Many Australians don’t trust artificial intelligence (AI) and risk being overtaken by change, experts warn.

Stela Solar, newly installed head of the CSIRO’s National AI Centre, said on Monday Australians have a “higher benchmark of trust” that needs to be met.

“It comes with our natural leaning towards being a little bit more sceptical,” she told a conference.

Regulatory systems and business operations need to catch up to anything new.

She said the technology was covered by privacy, anti-discrimination and harassment frameworks, and corporate requirements, but AI was taking us into new areas that were not defined or able to be governed.

For example, recording text messages and conversations with a loved one could be used to create a “bot” to generate future chats.

Ms Solar said a consumer had the right to know how their data was being used in systems, algorithms and decision making, and companies needed to be able to show them.

“The intention is to create a framework for us to start navigating the unknown, while the legal standards and regulatory system catches up.”

Self-confessed “robotics enthusiast” Sue Keay works in the mining industry and is part of a push for Australia to develop its own industry.

“A healthy dose of FOMO (fear of missing out) in Australia around AI would actually be quite useful,” the chair of the Robotics Australia Group said.

“I really have grave concerns that we’re not very well prepared for this brave new world that is coming on fast.”

Ms Keay told the Governance Institute conference that change was “unstoppable” despite Australia being a slow adopter of these technologies.

She called for Australia to make it easier for ethics to be embedded in the design and build phase of new technologies.

A tool developed for a legal firm to identify which cases could be won quickly and make the most money, for example, found they should only take on cases for men, she said.

“With our judicial system, cases for men do tend to go through more quickly and the payouts are higher.

“That is not the fault of the AI developers, it is not the fault of the company who wants to maximise its profits, but what do they do with this information?”

Fortunately, the company took an ethical approach and decided they didn’t want the tool, preferring to guarantee they would represent women, she said.

But the ethical approach on AI remains voluntary – here and elsewhere.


■ EXERCISE ■
Below are records to reproduce in full; copy them exactly but keep the pictures out.
○ ○ ○
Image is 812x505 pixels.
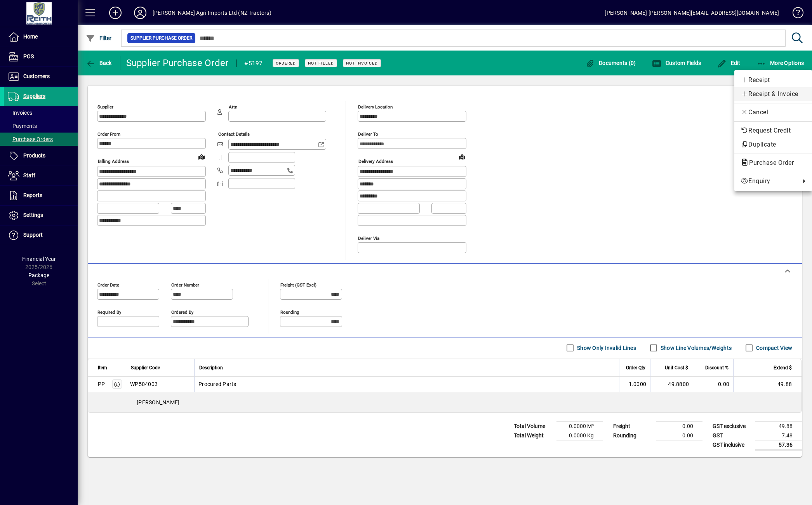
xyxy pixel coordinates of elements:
[740,177,796,185] span: Enquiry
[740,126,805,135] span: Request Credit
[740,75,805,85] span: Receipt
[740,90,805,99] span: Receipt & Invoice
[740,159,797,167] span: Purchase Order
[740,108,805,117] span: Cancel
[740,140,805,149] span: Duplicate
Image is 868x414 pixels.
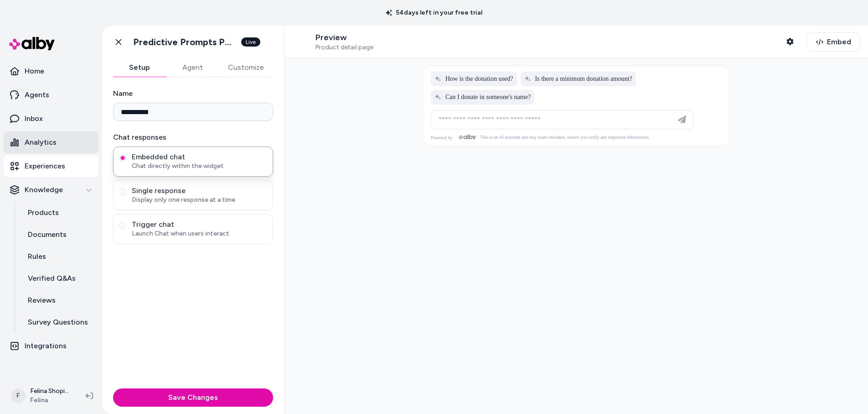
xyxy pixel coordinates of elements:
button: Trigger chatLaunch Chat when users interact [119,222,127,229]
div: Live [241,37,261,47]
span: Felina [30,395,71,404]
img: alby Logo [10,37,54,50]
a: Experiences [4,155,98,177]
p: Rules [28,251,46,262]
span: Embed [827,36,852,48]
span: Embedded chat [131,152,267,162]
p: Survey Questions [28,317,88,327]
a: Products [19,202,98,224]
label: Name [113,88,273,99]
span: Single response [131,186,267,195]
button: Setup [113,58,166,76]
button: FFelina ShopifyFelina [6,381,78,410]
button: Save Changes [113,388,273,406]
p: Analytics [25,137,56,148]
button: Single responseDisplay only one response at a time [119,187,127,195]
a: Reviews [19,289,98,311]
a: Verified Q&As [19,267,98,289]
button: Embedded chatChat directly within the widget [119,154,127,162]
a: Survey Questions [19,311,98,333]
span: Launch Chat when users interact [131,229,267,238]
span: Chat directly within the widget [131,162,267,170]
label: Chat responses [113,131,273,143]
p: Home [25,66,44,76]
p: Inbox [25,113,43,124]
span: F [10,388,26,403]
p: Integrations [25,340,67,351]
p: Felina Shopify [30,386,71,395]
button: Knowledge [4,179,98,201]
a: Agents [4,84,98,106]
a: Documents [19,224,98,246]
button: Embed [807,32,861,51]
p: Knowledge [25,185,63,195]
p: Experiences [25,161,66,171]
p: Preview [316,32,373,43]
span: Display only one response at a time [131,195,267,205]
button: Agent [166,58,219,76]
a: Rules [19,246,98,267]
a: Inbox [4,108,98,129]
p: Documents [28,229,67,240]
button: Customize [219,58,273,76]
p: 54 days left in your free trial [381,9,488,17]
a: Integrations [4,335,98,357]
span: Product detail page [316,44,373,51]
h1: Predictive Prompts PDP [133,36,236,48]
a: Analytics [4,131,98,153]
p: Products [28,207,59,218]
span: Trigger chat [131,220,267,229]
p: Reviews [28,295,55,306]
p: Agents [25,89,49,100]
p: Verified Q&As [28,273,76,284]
a: Home [4,60,98,82]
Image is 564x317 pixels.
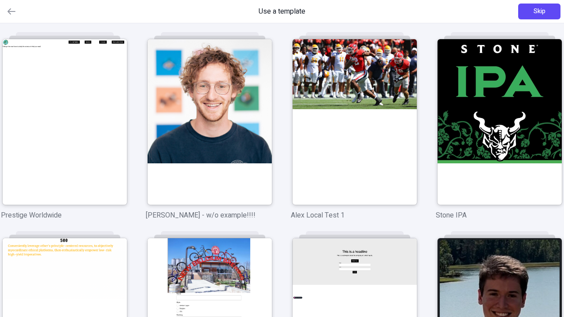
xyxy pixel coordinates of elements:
button: Skip [518,4,560,19]
span: Use a template [258,6,305,17]
p: Prestige Worldwide [1,210,128,221]
p: Stone IPA [436,210,563,221]
p: Alex Local Test 1 [291,210,418,221]
p: [PERSON_NAME] - w/o example!!!! [146,210,273,221]
span: Skip [533,7,545,16]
○ ○ ○
■ COMPLETED EXERCISE ■
Image is 812x505 pixels.
xyxy pixel coordinates of elements:
[740,177,796,185] span: Enquiry
[740,126,805,135] span: Request Credit
[740,75,805,85] span: Receipt
[740,90,805,99] span: Receipt & Invoice
[740,159,797,167] span: Purchase Order
[740,108,805,117] span: Cancel
[740,140,805,149] span: Duplicate
Image is 868x414 pixels.
xyxy pixel coordinates of elements:
button: Trigger chatLaunch Chat when users interact [119,222,127,229]
div: Live [241,37,261,47]
span: Felina [30,395,71,404]
img: alby Logo [10,37,54,50]
a: Experiences [4,155,98,177]
p: Rules [28,251,46,262]
span: Embed [827,36,852,48]
span: Embedded chat [131,152,267,162]
p: Survey Questions [28,317,88,327]
a: Products [19,202,98,224]
label: Name [113,88,273,99]
span: Single response [131,186,267,195]
button: Setup [113,58,166,76]
button: FFelina ShopifyFelina [6,381,78,410]
button: Save Changes [113,388,273,406]
p: Analytics [25,137,56,148]
button: Single responseDisplay only one response at a time [119,187,127,195]
a: Reviews [19,289,98,311]
a: Verified Q&As [19,267,98,289]
button: Embedded chatChat directly within the widget [119,154,127,162]
a: Survey Questions [19,311,98,333]
span: Launch Chat when users interact [131,229,267,238]
span: Chat directly within the widget [131,162,267,170]
label: Chat responses [113,131,273,143]
p: Home [25,66,44,76]
p: Inbox [25,113,43,124]
span: F [10,388,26,403]
p: Integrations [25,340,67,351]
p: Felina Shopify [30,386,71,395]
button: Knowledge [4,179,98,201]
a: Agents [4,84,98,106]
a: Documents [19,224,98,246]
button: Embed [807,32,861,51]
p: Knowledge [25,185,63,195]
p: Experiences [25,161,66,171]
p: Preview [316,32,373,43]
span: Display only one response at a time [131,195,267,205]
button: Agent [166,58,219,76]
a: Rules [19,246,98,267]
a: Inbox [4,108,98,129]
p: Documents [28,229,67,240]
button: Customize [219,58,273,76]
p: 54 days left in your free trial [381,9,488,17]
a: Integrations [4,335,98,357]
span: Product detail page [316,44,373,51]
h1: Predictive Prompts PDP [133,36,236,48]
a: Analytics [4,131,98,153]
p: Products [28,207,59,218]
span: Trigger chat [131,220,267,229]
p: Reviews [28,295,55,306]
p: Agents [25,89,49,100]
p: Verified Q&As [28,273,76,284]
a: Home [4,60,98,82]
Image is 564x317 pixels.
xyxy pixel coordinates of elements:
button: Skip [518,4,560,19]
span: Use a template [258,6,305,17]
p: Prestige Worldwide [1,210,128,221]
p: Stone IPA [436,210,563,221]
p: Alex Local Test 1 [291,210,418,221]
p: [PERSON_NAME] - w/o example!!!! [146,210,273,221]
span: Skip [533,7,545,16]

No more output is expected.